Steve-BellGordon Brown says, “The days of Britain having to apologise for the British Empire are over. We should celebrate!” Sarkozy urges France to be “proud of its history,” meaning its imperial history.

European empires did sometimes construct railways and drainage systems in the conquered lands. They did build law courts and disseminate a certain kind of cuture. But these questionable achievements must be understood against the larger ugly backdrop. Economies under imperial rule stagnated at best. Huge swathes of Africa were transformed from subsistence agricultural land to cashcrop plantations. When the value of the crop plummetted, or when the crop was grown more cheaply elsewhere, local people were left hungry and unskilled on exhausted soil. Africa has still not recovered from this deliberate underdevelopment. During British misrule, preventable famines killed tens of millions of Indians. Elsewhere in the empire, hundreds of thousands were forced into concentration camps, and torture was institutionalised. There were the genocides of indigenous Australians and Americans, by massacre and land theft as well as by disease. There was the little matter of the transatlantic slave trade.
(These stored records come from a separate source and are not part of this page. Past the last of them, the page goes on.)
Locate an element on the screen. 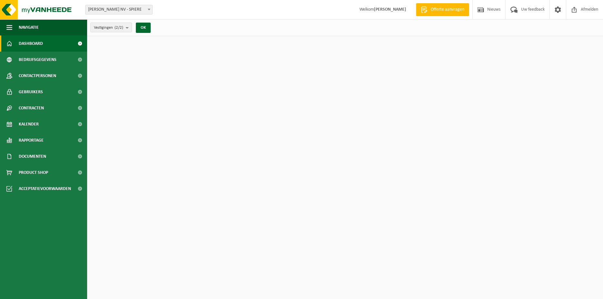 The width and height of the screenshot is (603, 299). span: Bedrijfsgegevens is located at coordinates (37, 60).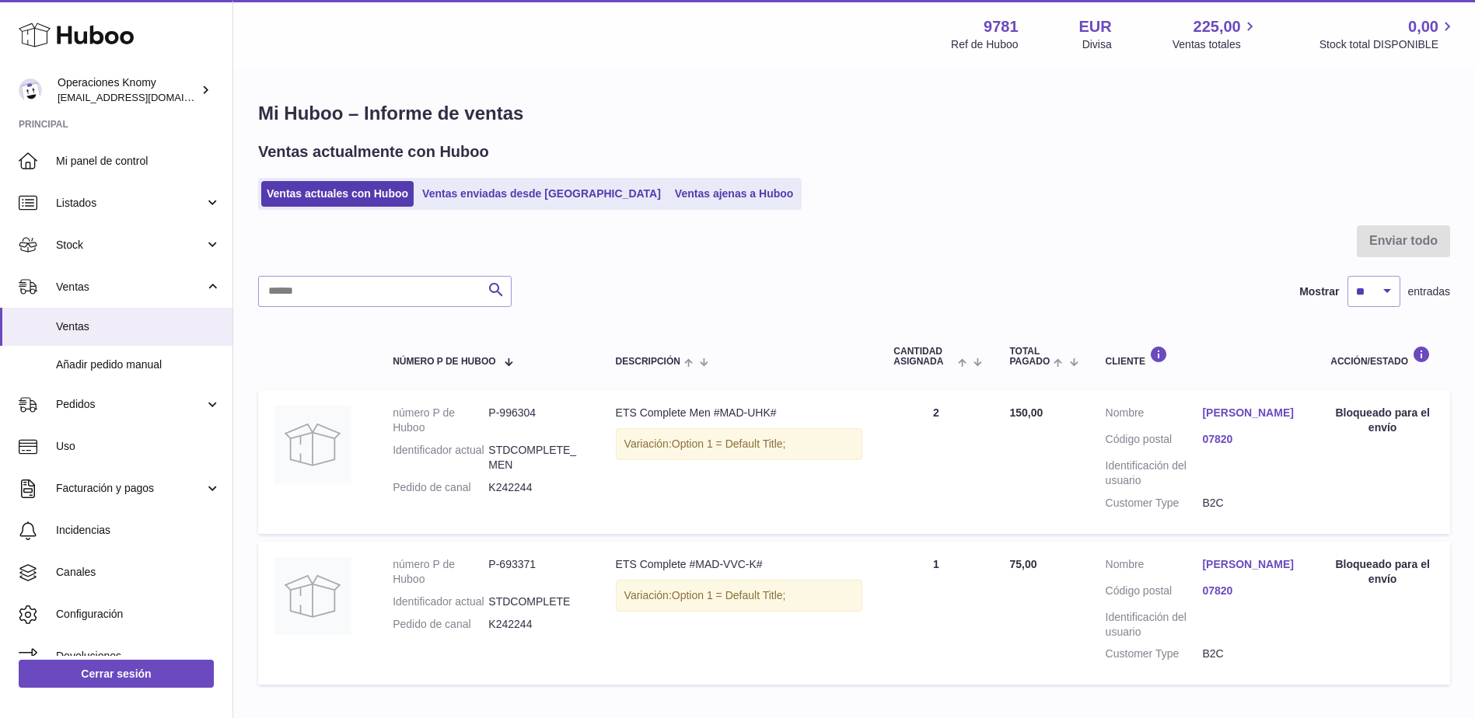  Describe the element at coordinates (373, 152) in the screenshot. I see `h2: Ventas actualmente con Huboo` at that location.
The ethnic-sectarian tensions and political backwardness of much of the third world have roots in imperial power games. For instance, when the 1857 Indian uprising against the British was put down, the British developed a policy of excluding Muslims from education and economic power. A divide and rule strategy to exacerbate pre-existent Hindu-Muslim tensions was implemented precisely because the revolution had shown a remarkable degree of Indian national unity. And, as usual, traitors were rewarded. The twenty two families that rule what is now Pakistan (staffing the military high command and both major political parties) are the landowning families that ‘acquired’ their land in return for loyalty to the occupiers during the colonial period, especially in 1857.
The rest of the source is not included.